In her latest book, which serves as a kind of psychobiography, Brussels-based Swiss cartoonist Bischoff captures both the inner and outer lives of her fascinating subject Anaïs Nin (1903-1977). The narrative opens with Nin’s stifling marriage to a banker with his own creative aspirations, a tolerant man who was unable to help his wife unleash the sexuality she knew was within her. In the text, Nin often describes herself as “innocent,” and the combination of art and text reflects that side of her—the initiate, the explorer—while a second voice inside her, perhaps the voice of her diaries, urges her to be true to herself. “On the surface, I am calm and secure,” she says. “But few know how many women live inside me.” During the course of Bischoff’s chronicle, Nin encounters a kindred spirit in Henry Miller and becomes even more deeply enraptured by his wife, June.
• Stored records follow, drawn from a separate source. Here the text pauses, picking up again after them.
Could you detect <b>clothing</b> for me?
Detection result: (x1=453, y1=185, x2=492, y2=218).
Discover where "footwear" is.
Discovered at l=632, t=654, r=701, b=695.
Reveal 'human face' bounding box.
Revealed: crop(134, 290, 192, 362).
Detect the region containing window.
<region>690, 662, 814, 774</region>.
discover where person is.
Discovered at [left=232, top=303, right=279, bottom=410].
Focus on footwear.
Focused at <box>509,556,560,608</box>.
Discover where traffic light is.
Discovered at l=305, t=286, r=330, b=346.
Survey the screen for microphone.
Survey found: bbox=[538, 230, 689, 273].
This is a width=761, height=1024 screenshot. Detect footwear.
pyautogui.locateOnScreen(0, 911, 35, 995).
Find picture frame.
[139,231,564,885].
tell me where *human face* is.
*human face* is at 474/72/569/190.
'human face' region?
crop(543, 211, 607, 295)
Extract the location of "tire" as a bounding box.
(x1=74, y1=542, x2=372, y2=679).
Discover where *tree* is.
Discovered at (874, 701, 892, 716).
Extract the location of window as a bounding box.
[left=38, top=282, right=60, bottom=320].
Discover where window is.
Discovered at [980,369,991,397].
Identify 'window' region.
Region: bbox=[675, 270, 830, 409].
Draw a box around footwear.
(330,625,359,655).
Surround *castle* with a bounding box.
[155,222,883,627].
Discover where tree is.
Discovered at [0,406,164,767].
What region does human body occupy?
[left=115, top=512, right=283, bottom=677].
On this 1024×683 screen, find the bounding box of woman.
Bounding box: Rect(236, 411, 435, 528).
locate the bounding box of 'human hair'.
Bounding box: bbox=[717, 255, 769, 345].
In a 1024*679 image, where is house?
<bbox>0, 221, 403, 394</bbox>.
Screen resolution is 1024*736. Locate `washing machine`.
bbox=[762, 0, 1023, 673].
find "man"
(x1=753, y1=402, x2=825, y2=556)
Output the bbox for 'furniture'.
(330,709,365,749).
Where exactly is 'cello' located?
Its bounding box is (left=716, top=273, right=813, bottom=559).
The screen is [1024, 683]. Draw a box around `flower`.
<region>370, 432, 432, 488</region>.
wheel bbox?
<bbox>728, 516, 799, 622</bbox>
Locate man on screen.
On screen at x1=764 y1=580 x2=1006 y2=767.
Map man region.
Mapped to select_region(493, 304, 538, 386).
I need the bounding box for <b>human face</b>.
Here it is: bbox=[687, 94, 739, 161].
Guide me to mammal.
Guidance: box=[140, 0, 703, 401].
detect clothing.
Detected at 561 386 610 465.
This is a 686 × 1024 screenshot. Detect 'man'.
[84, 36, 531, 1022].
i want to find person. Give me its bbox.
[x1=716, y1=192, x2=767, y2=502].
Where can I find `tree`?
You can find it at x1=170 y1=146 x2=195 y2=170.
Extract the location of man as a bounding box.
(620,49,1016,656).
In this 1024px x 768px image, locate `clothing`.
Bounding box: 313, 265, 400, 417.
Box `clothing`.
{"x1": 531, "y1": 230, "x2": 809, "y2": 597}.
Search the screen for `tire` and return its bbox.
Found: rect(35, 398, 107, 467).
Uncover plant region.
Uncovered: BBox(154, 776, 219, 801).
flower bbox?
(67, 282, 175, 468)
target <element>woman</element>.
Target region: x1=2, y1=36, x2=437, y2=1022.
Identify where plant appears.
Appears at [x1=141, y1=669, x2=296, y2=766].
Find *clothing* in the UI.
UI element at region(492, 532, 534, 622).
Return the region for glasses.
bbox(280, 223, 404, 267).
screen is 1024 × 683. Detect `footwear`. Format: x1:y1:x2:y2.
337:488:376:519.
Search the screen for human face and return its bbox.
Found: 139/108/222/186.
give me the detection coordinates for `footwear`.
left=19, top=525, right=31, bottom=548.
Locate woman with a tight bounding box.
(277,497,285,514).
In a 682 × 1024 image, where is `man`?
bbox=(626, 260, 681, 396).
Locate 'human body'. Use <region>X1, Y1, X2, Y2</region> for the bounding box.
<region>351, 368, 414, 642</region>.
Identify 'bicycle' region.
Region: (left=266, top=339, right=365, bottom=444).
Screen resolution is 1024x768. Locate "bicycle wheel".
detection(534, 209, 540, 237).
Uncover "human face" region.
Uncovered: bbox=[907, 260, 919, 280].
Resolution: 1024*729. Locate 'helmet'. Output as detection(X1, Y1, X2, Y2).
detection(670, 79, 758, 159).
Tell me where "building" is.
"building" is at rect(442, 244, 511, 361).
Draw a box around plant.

However, it’s clear that Miller wants to edit Nin’s work to make it more conventional, to have her, she fears, write like a man. Later, a psychiatrist tries to help her with her tumultuous emotional journey while also succumbing to her seductive lure. Then she travels further into forbidden territory with her cousin. Throughout, the illustrations are graphic and sensual without being pornographic. They are at their most powerful when they address Nin’s stormy inner life. As she becomes consumed by her dedication to a very daring sort of artistic truth, she defies the conventions of monogamy, heterosexuality, and domesticity. Bischoff effectively demonstrates how Nin splits into different incarnations with the different people who enrapture her and discovers a way to turn her personal truths into celebrated art: “I will make of my life a masterpiece and invent a language to tell it.”
A dazzling portrait of a complicated writer.